LGAICVNov 10, 2024

Deep Active Learning in the Open World

arXiv:2411.06353v28 citationsh-index: 8Trans. Mach. Learn. Res.
Originality Incremental advance
AI Analysis

This addresses the challenge of handling unfamiliar conditions in safety-critical AI applications, though it is incremental as it builds on existing active learning methods.

The paper tackles the problem of machine learning models performing poorly in open-world scenarios with out-of-distribution data by introducing ALOE, a novel active learning algorithm that accelerates class discovery and learning, outperforming traditional baselines on three long-tailed image classification benchmarks.

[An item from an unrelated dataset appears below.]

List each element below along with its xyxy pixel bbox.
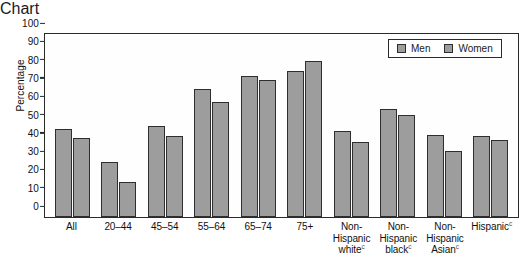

Machine learning models deployed in open-world scenarios often encounter unfamiliar conditions and perform poorly in unanticipated situations. As AI systems advance and find application in safety-critical domains, effectively handling out-of-distribution (OOD) data is crucial to building open-world learning systems. In this work, we introduce ALOE, a novel active learning algorithm for open-world environments designed to enhance model adaptation by incorporating new OOD classes via a two-stage approach. First, diversity sampling selects a representative set of examples, followed by energy-based OOD detection to prioritize likely unknown classes for annotation. This strategy accelerates class discovery and learning, even under constrained annotation budgets. Evaluations on three long-tailed image classification benchmarks demonstrate that ALOE outperforms traditional active learning baselines, effectively expanding known categories while balancing annotation cost. Our findings reveal a crucial tradeoff between enhancing known-class performance and discovering new classes, setting the stage for future advancements in open-world machine learning.